WORK TASK:
Lines before the one containing "The image size is (1372, 772)." are not wanted; restate the rest below word for word, through the last line, but drop any pictures.

DATA TO PROCESS:
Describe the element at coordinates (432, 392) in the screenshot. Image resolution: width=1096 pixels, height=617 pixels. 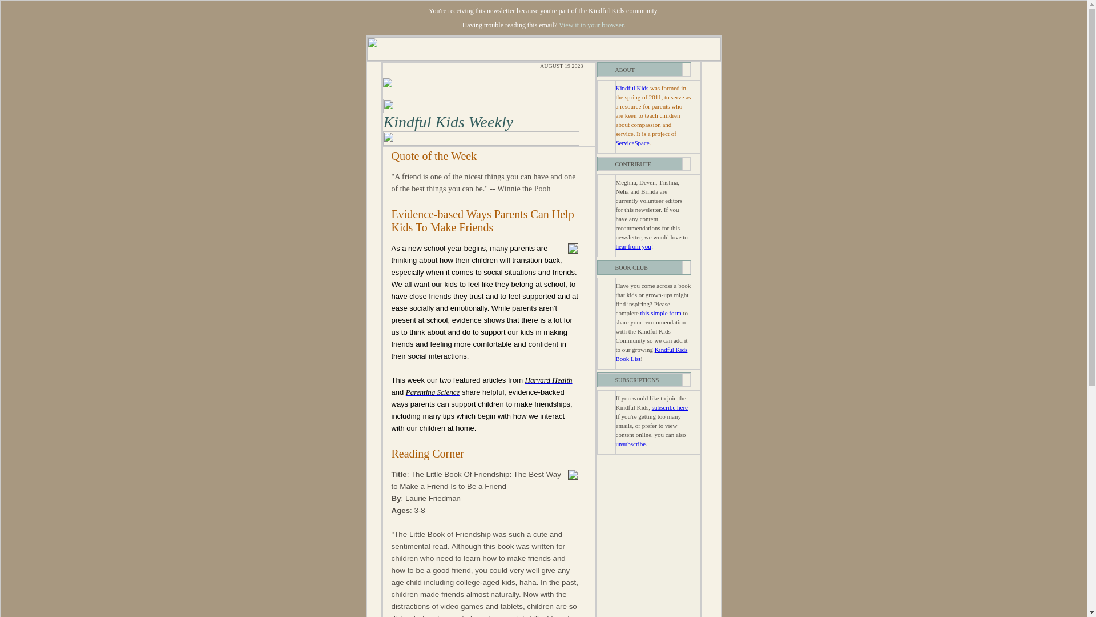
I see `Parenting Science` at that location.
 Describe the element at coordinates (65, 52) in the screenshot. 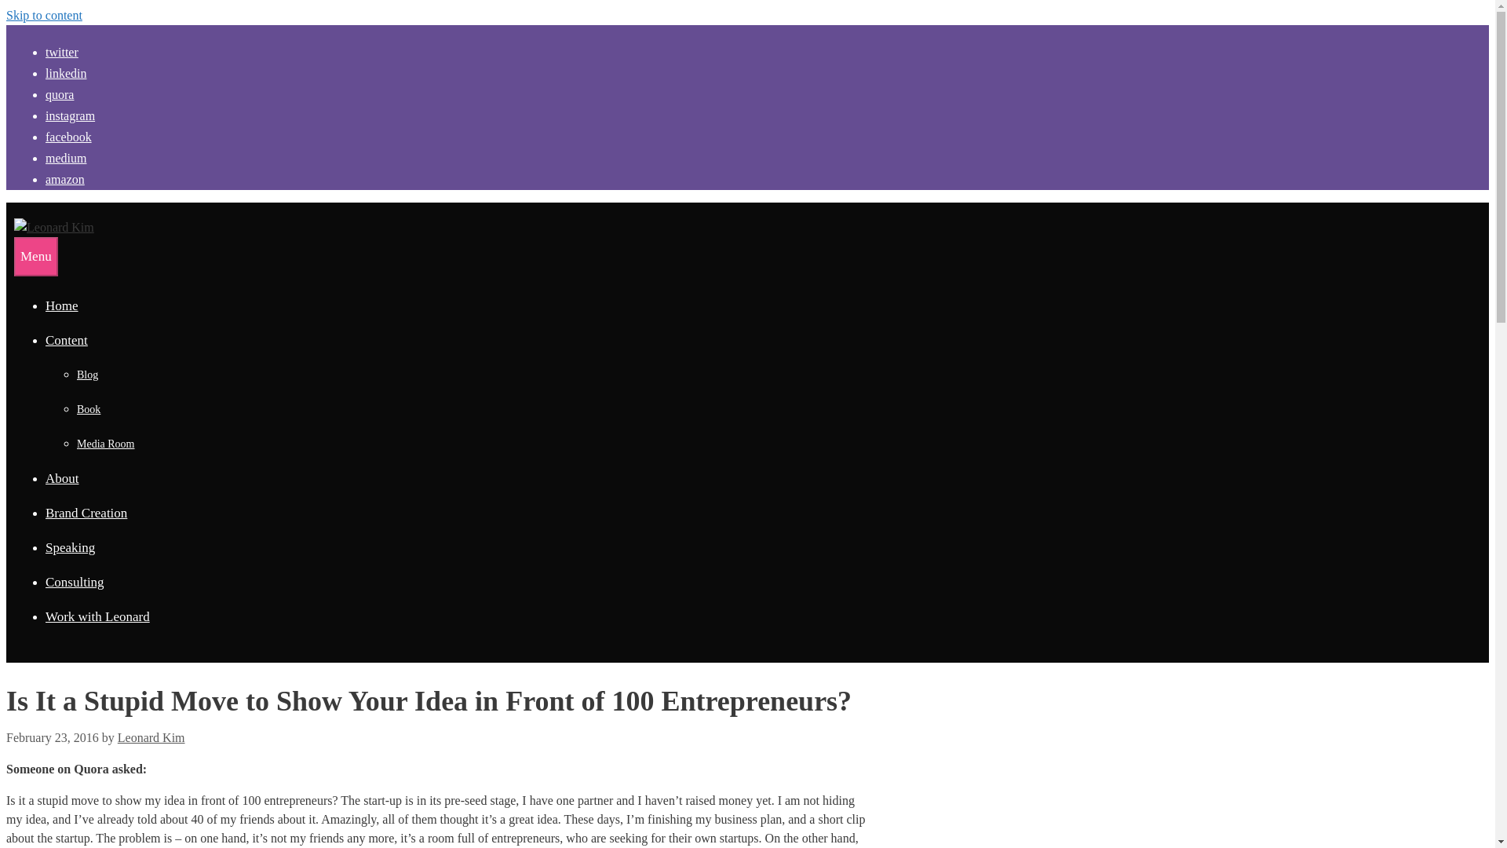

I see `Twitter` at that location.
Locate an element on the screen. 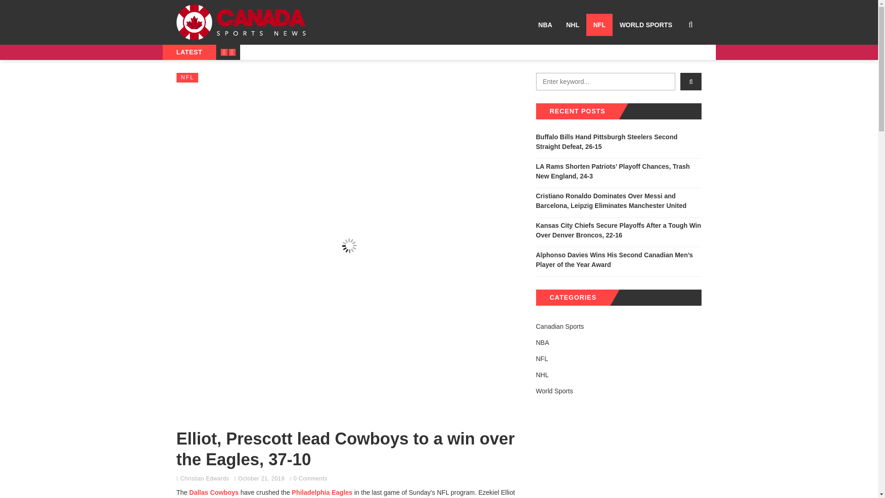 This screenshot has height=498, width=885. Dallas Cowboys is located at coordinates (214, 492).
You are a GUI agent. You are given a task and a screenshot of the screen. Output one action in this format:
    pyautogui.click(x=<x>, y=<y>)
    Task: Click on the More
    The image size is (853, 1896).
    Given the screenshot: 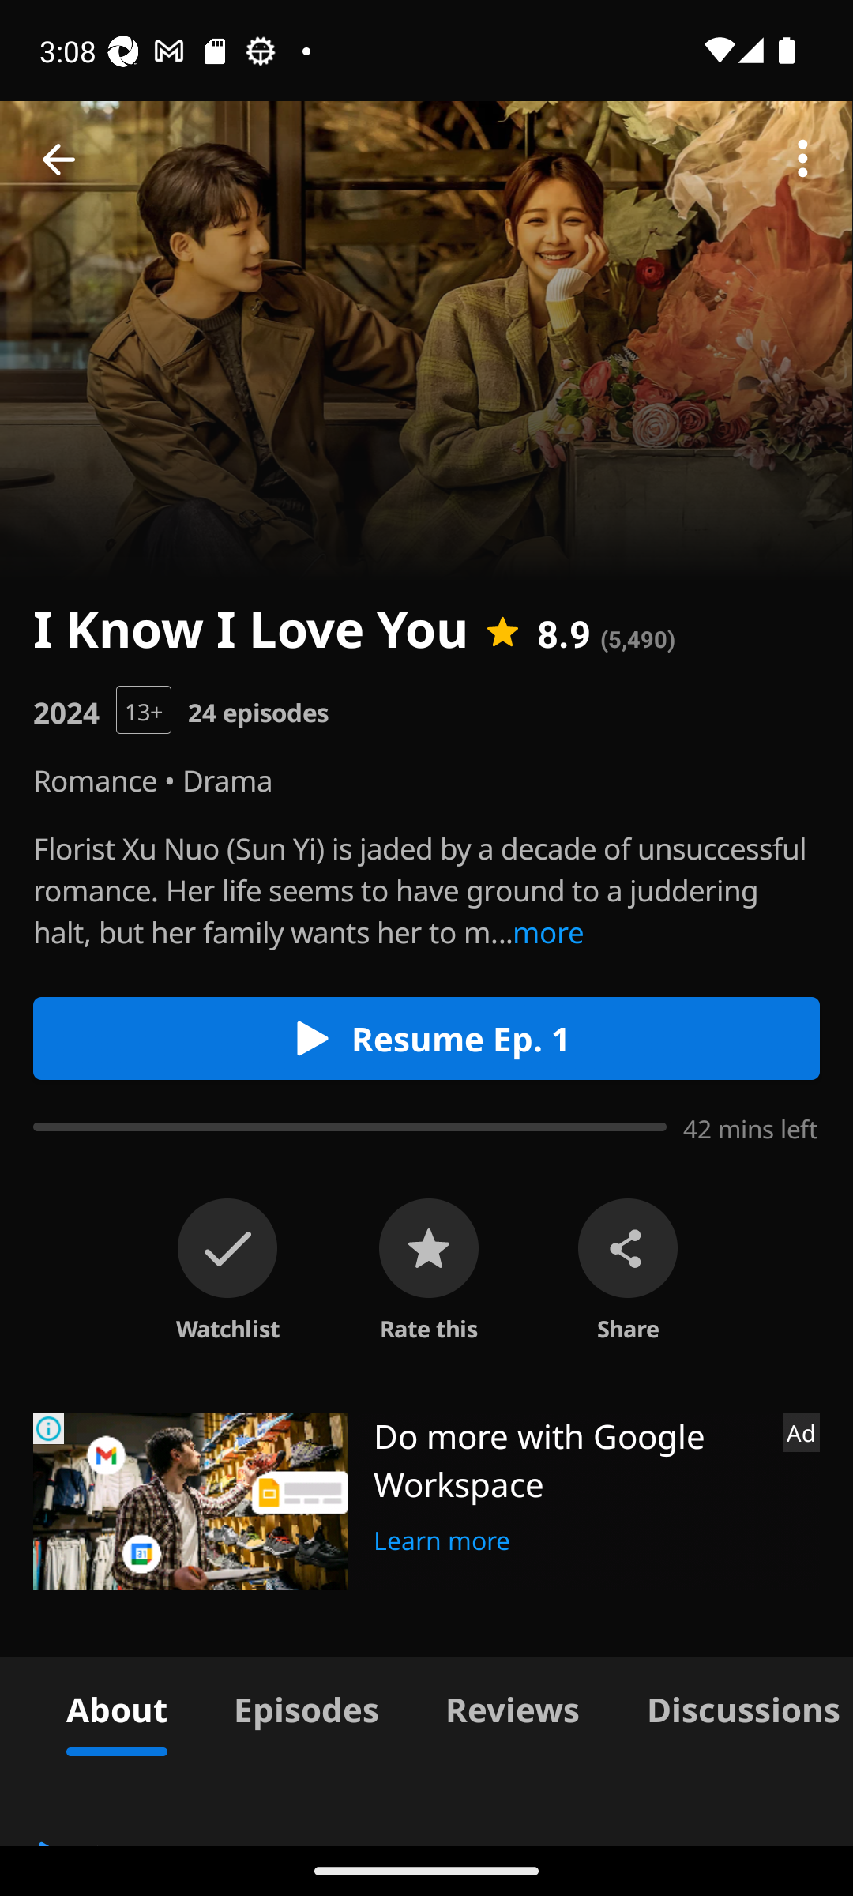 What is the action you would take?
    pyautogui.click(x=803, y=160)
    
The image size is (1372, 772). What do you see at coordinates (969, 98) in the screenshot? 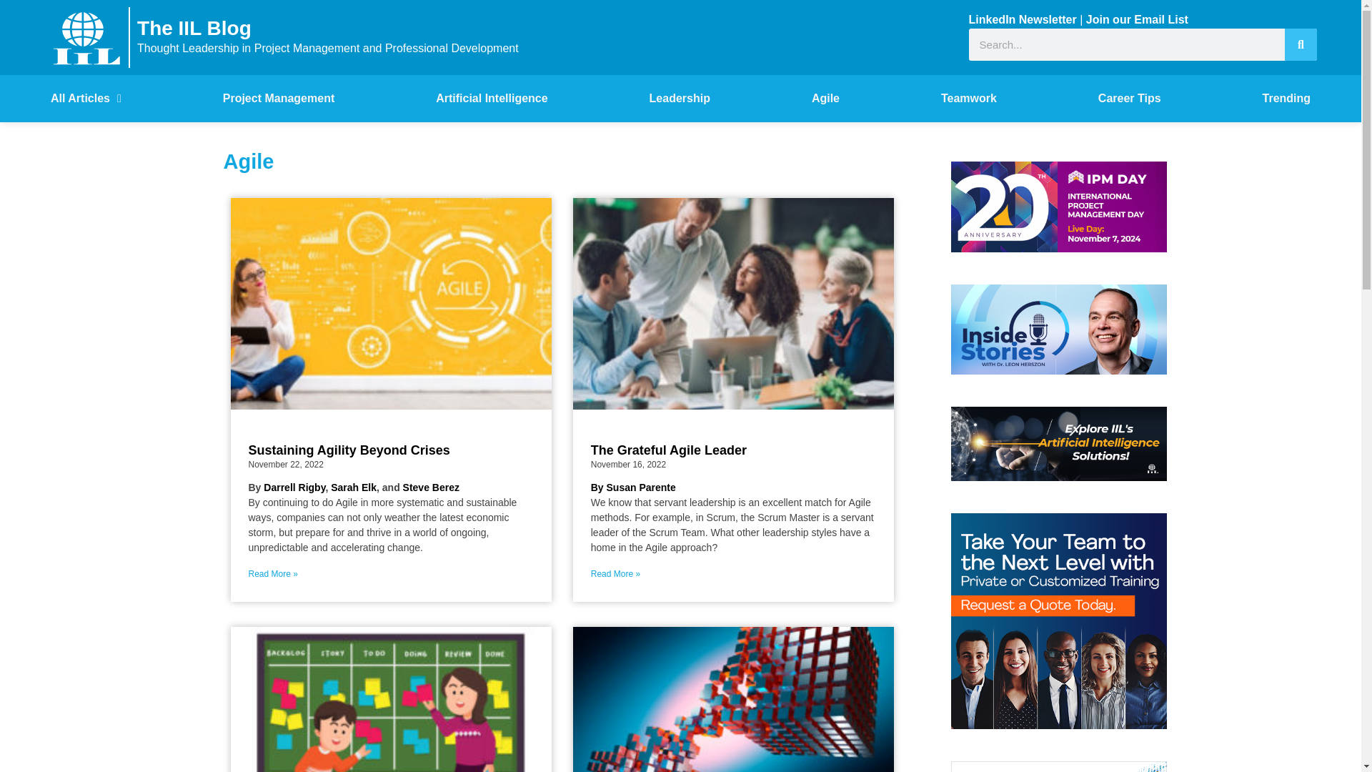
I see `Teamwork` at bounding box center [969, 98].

TASK OUTPUT:
The image size is (1372, 772). What do you see at coordinates (969, 98) in the screenshot? 
I see `Teamwork` at bounding box center [969, 98].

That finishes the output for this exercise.